That sure didn't take long.
The BCS trotted out just its second poll of the season earlier this week, but the man-vs.-machine debate is already at a full-throated roar.
Most people wait until the end of the season to crank up the volume because by then, the number of teams getting hosed has been trimmed to a manageable few.
What's given the debate more immediacy is that more big-time programs are unbeaten two months into the season -- the largest number in 21 years -- and as many as five legitimate title contenders could hit the tape with perfect records.
What's made it impossible to ignore is that Notre Dame, college football's lightning rod, has landed squarely in the middle of that pack.
Last Saturday, the Fighting Irish ventured into Doak Campbell Stadium, a very hostile environment, and punished what was supposed to be a good Florida State team.
How good does that make Notre Dame?
Everybody has an opinion. This was FSU coach Bobby Bowden's: "They kept us bumfuzzled all day."
Turns out the Seminoles weren't the only ones who were bumfuzzled.
For some reason, the coaches who vote in the USA Today-ESPN poll looked at ND 34, FSU 24 and decided to leave the Fighting Irish exactly where they were Saturday morning, at No. 6. The writers and broadcasters who vote in The Associated Press poll were impressed enough to reshuffle the deck, moving them up two places to No. 4.
Disagreements between the humans who vote in the AP and coaches polls are nothing new. They've been going on for decades; that's why the national championship came to be called a "mythical" title in the first place.
But most of the guesswork was supposed to be taken out of the process five seasons ago, with the advent of the BCS, or Bowl Championship Series.
There isn't room here to go into the intricacies of the latest BCS formula, but the simplified version is this:
Each team's total in the rankings is determined by four components -- the average of the two polls; the average of seven computers (worst score thrown out); number of losses; and strength of schedule. Bonus points are subtracted for "quality wins" over schools ranked in the BCS Top 10, but it doesn't apply in all cases.
Finally, the teams with the two lowest scores at the end of the season are matched in the national championship game, this time at the Fiesta Bowl on Jan. 3.
After being put through the BCS ringer, the Fighting Irish came out of the weekend in exactly the same place they began it, ranked No. 3.
The strong move in the media poll trimmed a full point from Notre Dame's BCS poll average, but the computers put some of it back on. A week after ranking first in four of the seven BCS computer systems, the Irish managed to snag only two this time-- the Colley Matrix and the New York Times.
"People see Notre Dame rising in the polls at the same time they're slipping in the computers and you can almost hear them thinking, 'Stupid humans,"' said AP poll voter Andrew Bagnato of the Chicago Tribune.
"On top of that, half the fans think we're rabid, pro-Notre Dame and half think we're hopelessly biased against the school. The truth," he said, "is if you're doing the job right, it takes too much effort to be biased."
You only learn so much about a team without watching them play. No team is the same in November as it was in September. Injuries crop up and roles change.
All the other factors in a long college season, from margin of victory to the timing of a loss to the way a team looks heading into the fourth quarter of a tough game on the road, are open to interpretation.
The suits in charge of the BCS would have you believe otherwise.
One of the computer operators-for-hire last year boasted, "I don't have to watch a minute of football. That's the whole point of having an objective system. I could be dead and gone and it wouldn't matter." That kind of thinking is why the BCS rankings have produced the wrong championship game matchup the past two seasons. The number of unbeatens means the odds on making it three in a row grow more daunting with each passing week.
That kind of suspense is exactly what makes the BCS the smashing success it's become. Fans of every team love complaining about injustices, and never more than when a solution exists -- a playoff system -- yet remains out of reach.
But this year, the BCS is treading on some dangerous turf. Oklahoma, Notre Dame and defending national champion Miami -- currently No. 1 in both polls -- could all wind up undefeated and one would get squeezed out of the title game.
"The argument for the BCS is that computers don't have biases," Bagnato said. "But let Notre Dame or Miami miss out and a lot of people would suddenly want to know exactly who was programming them."
Jim Litke is the national sports columnist for The Associated Press.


What you should do: The records are to be repeated in full, with the images removed.

[Start of section]

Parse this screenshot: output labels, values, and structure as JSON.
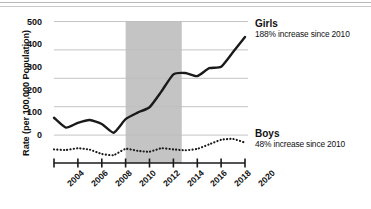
{
  "chart_data": {
    "type": "line",
    "title": "",
    "xlabel": "",
    "ylabel": "Rate (per 100,000 Population)",
    "xlim": [
      2004,
      2020
    ],
    "ylim": [
      0,
      500
    ],
    "grid": true,
    "legend_position": "right-inline-annotations",
    "x_ticks": [
      "2004",
      "2006",
      "2008",
      "2010",
      "2012",
      "2014",
      "2016",
      "2018",
      "2020"
    ],
    "y_ticks": [
      "0",
      "100",
      "200",
      "300",
      "400",
      "500"
    ],
    "x": [
      2004,
      2005,
      2006,
      2007,
      2008,
      2009,
      2010,
      2011,
      2012,
      2013,
      2014,
      2015,
      2016,
      2017,
      2018,
      2019,
      2020
    ],
    "series": [
      {
        "name": "Girls",
        "style": "solid",
        "color": "#1a1a1a",
        "values": [
          160,
          125,
          142,
          152,
          138,
          107,
          155,
          178,
          197,
          253,
          313,
          318,
          307,
          335,
          340,
          392,
          445
        ]
      },
      {
        "name": "Boys",
        "style": "dotted",
        "color": "#1a1a1a",
        "values": [
          48,
          46,
          52,
          47,
          32,
          28,
          50,
          43,
          40,
          52,
          48,
          45,
          50,
          66,
          82,
          85,
          72
        ]
      }
    ],
    "shaded_band": {
      "label": "",
      "x_start": 2010,
      "x_end": 2014.7,
      "color": "#c4c4c4"
    },
    "annotations": [
      {
        "id": "girls",
        "title": "Girls",
        "subtitle": "188% increase since 2010"
      },
      {
        "id": "boys",
        "title": "Boys",
        "subtitle": "48% increase since 2010"
      }
    ]
  },
  "colors": {
    "axis": "#1a1a1a",
    "gridline": "#bdbdbd",
    "band": "#c4c4c4",
    "line": "#1a1a1a",
    "rule": "#b9b9b9",
    "background": "#ffffff"
  }
}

[End of section]

Reply:
Parse this screenshot: output labels, values, and structure as JSON.
{
  "chart_data": {
    "type": "line",
    "title": "",
    "xlabel": "",
    "ylabel": "Rate (per 100,000 Population)",
    "xlim": [
      2004,
      2020
    ],
    "ylim": [
      0,
      500
    ],
    "grid": true,
    "legend_position": "right-inline-annotations",
    "x_ticks": [
      "2004",
      "2006",
      "2008",
      "2010",
      "2012",
      "2014",
      "2016",
      "2018",
      "2020"
    ],
    "y_ticks": [
      "0",
      "100",
      "200",
      "300",
      "400",
      "500"
    ],
    "x": [
      2004,
      2005,
      2006,
      2007,
      2008,
      2009,
      2010,
      2011,
      2012,
      2013,
      2014,
      2015,
      2016,
      2017,
      2018,
      2019,
      2020
    ],
    "series": [
      {
        "name": "Girls",
        "style": "solid",
        "color": "#1a1a1a",
        "values": [
          160,
          125,
          142,
          152,
          138,
          107,
          155,
          178,
          197,
          253,
          313,
          318,
          307,
          335,
          340,
          392,
          445
        ]
      },
      {
        "name": "Boys",
        "style": "dotted",
        "color": "#1a1a1a",
        "values": [
          48,
          46,
          52,
          47,
          32,
          28,
          50,
          43,
          40,
          52,
          48,
          45,
          50,
          66,
          82,
          85,
          72
        ]
      }
    ],
    "shaded_band": {
      "label": "",
      "x_start": 2010,
      "x_end": 2014.7,
      "color": "#c4c4c4"
    },
    "annotations": [
      {
        "id": "girls",
        "title": "Girls",
        "subtitle": "188% increase since 2010"
      },
      {
        "id": "boys",
        "title": "Boys",
        "subtitle": "48% increase since 2010"
      }
    ]
  },
  "colors": {
    "axis": "#1a1a1a",
    "gridline": "#bdbdbd",
    "band": "#c4c4c4",
    "line": "#1a1a1a",
    "rule": "#b9b9b9",
    "background": "#ffffff"
  }
}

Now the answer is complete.